> _Stored records_

Segment Open

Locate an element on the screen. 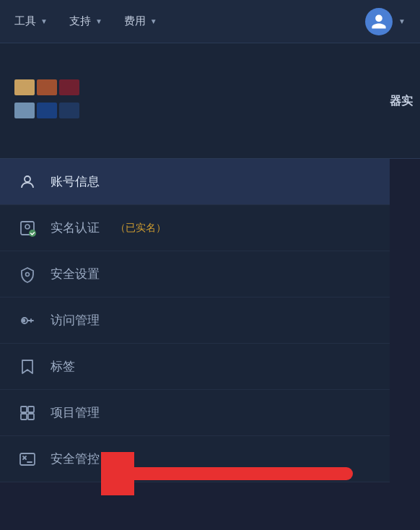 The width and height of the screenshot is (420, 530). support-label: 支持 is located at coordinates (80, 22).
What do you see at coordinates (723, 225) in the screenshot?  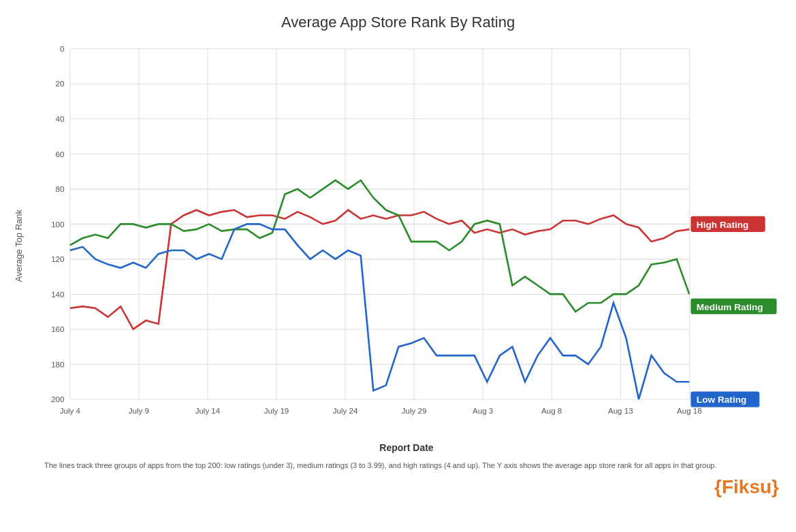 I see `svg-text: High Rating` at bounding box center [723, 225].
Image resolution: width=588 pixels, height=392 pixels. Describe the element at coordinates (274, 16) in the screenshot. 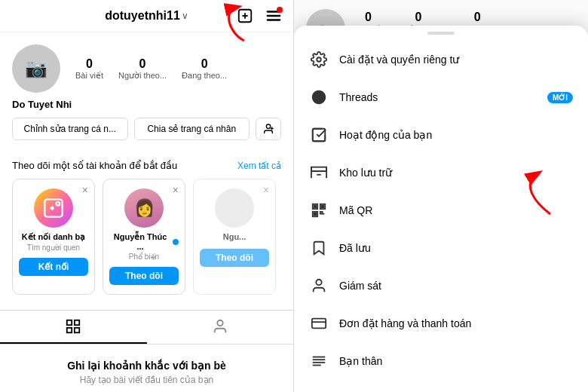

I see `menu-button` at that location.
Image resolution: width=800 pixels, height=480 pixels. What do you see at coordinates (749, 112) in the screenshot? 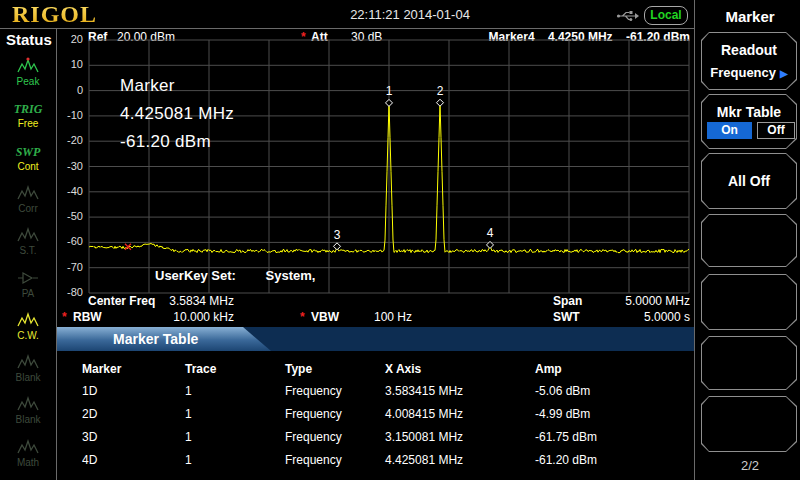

Segment Closed

> _WHAT THE EXERCISE ASKS_
Write out exactly the lines from the one containing "Image resolution: width=588" through the end of the entries, both included. Pictures are not copied.

> _TASK ANSWER_
Image resolution: width=588 pixels, height=392 pixels. Describe the element at coordinates (274, 16) in the screenshot. 

I see `menu-button` at that location.
Image resolution: width=800 pixels, height=480 pixels. What do you see at coordinates (749, 112) in the screenshot? 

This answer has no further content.